How Are You? by Therese Rosenblatt
Author:Therese Rosenblatt [Rosenblatt, Therese]
Language: eng
Format: epub
Tags: Psychology, Psychotherapy, Counseling, Interpersonal Relations, Couples & Family
ISBN: 9780795353154
Google: jUV4zgEACAAJ
Publisher: RosettaBooks
Published: 2021-07-20T05:11:31+00:00
1. First, be human, be curious, be interested. Ask questions when important. My curiosity facilitates the patientâs desire to talk and share and to feel safe in the knowledge that I want to hear them.
2. Think developmentally. What made people the way they are? What happened in their development to influence them? What level of development does their behavior correspond to now?
3. Empathy is not a technique. It must be part of you. Fortunately, most of us possess the quality of empathy, though we may need to develop and hone it.
4. Prioritize the flow. One of the most important processes to access with a patient is free association. Not interrupting the flow of a patientâs free association process is one of my top priorities. This means that, if in the middle of a flow, a patient asks me a personal question that I would normally not answer or deflect, I might decide to answer, for the sake of preserving the flow. I will still, of course, wonder why the patient wants to know where I went on vacation or if I have children. When a patient is not in flow, I might pause and ask them about the impulse behind the question. As much as a patient may think they want to know a bit of personal information, it can be overstimulating. One of the crafts of my work is to assess whether a patient can handle the answer. Why have they asked? What is their fantasy around the answer? But, above all, I ask myself, what is the most important goal at this moment? If that goal is the flow, I may privilege its continuation and answer the questionâdepending upon the question.

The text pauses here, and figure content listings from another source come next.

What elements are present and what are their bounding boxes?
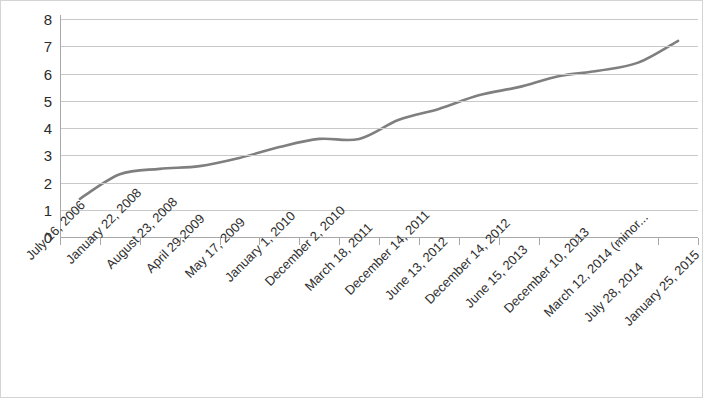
- gridline: [60, 101, 698, 102]
- x-tick-mark: [180, 238, 181, 245]
- data-series-line: [80, 41, 678, 199]
- gridline: [60, 183, 698, 184]
- y-tick-label: 4: [26, 121, 52, 136]
- x-tick-mark: [419, 238, 420, 245]
- line-chart: 876543210 July 16, 2006January 22, 2008A…: [0, 0, 703, 398]
- gridline: [60, 74, 698, 75]
- y-tick-label: 5: [26, 93, 52, 108]
- x-tick-mark: [100, 238, 101, 245]
- x-tick-mark: [339, 238, 340, 245]
- gridline: [60, 155, 698, 156]
- x-tick-mark: [618, 238, 619, 245]
- y-axis-line: [60, 15, 61, 243]
- y-tick-label: 8: [26, 12, 52, 27]
- y-tick-label: 7: [26, 39, 52, 54]
- x-tick-mark: [698, 238, 699, 245]
- gridline: [60, 46, 698, 47]
- y-tick-label: 3: [26, 148, 52, 163]
- x-tick-mark: [459, 238, 460, 245]
- x-tick-mark: [379, 238, 380, 245]
- gridline: [60, 19, 698, 20]
- plot-area: [60, 19, 698, 237]
- y-tick-label: 2: [26, 175, 52, 190]
- x-axis-tick-labels: July 16, 2006January 22, 2008August 23, …: [1, 237, 703, 397]
- x-tick-mark: [140, 238, 141, 245]
- x-tick-mark: [299, 238, 300, 245]
- x-tick-mark: [259, 238, 260, 245]
- x-tick-mark: [499, 238, 500, 245]
- y-axis-tick-labels: 876543210: [21, 19, 52, 237]
- y-tick-label: 6: [26, 66, 52, 81]
- x-tick-mark: [658, 238, 659, 245]
- gridline: [60, 128, 698, 129]
- y-tick-label: 1: [26, 202, 52, 217]
- x-tick-mark: [60, 238, 61, 245]
- x-tick-mark: [220, 238, 221, 245]
- x-tick-mark: [578, 238, 579, 245]
- x-tick-mark: [539, 238, 540, 245]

5. My Socratic method. As Iâve mentioned, I am influenced by all the lawyers in my family and among my friends. Even when I think I already know the answer to a question, I know how much more valuable it is for the patient to arrive at the answer themselves. So I ask what may feel to me to be leading questions, posed as if they are completely open-ended. My aim is to lead my patient (yes!) to the awareness that is at the edge of their consciousness. I am, in a sense, building a case on my patientâs behalf, knowing that this bit of awareness will lead to an important conclusion. Unlike a lawyer, though, I am utterly comfortable not getting the answer I expect. It rarely happens, but when my leading questions yield an unexpected answer, the new insight is always interesting and important. I ask in the spirit of being open to pivoting in an unexpected direction, including continuing in the direction of not knowing the answer, or at least not knowing it at that time.
6. Answer questions, if only to explain why it would be better to not answer the question or not answer it at that time. It feels rude to answer a question with silence.
7. Caring is critical to change. Do not hide my warmth, yet be restrained in the expression of it.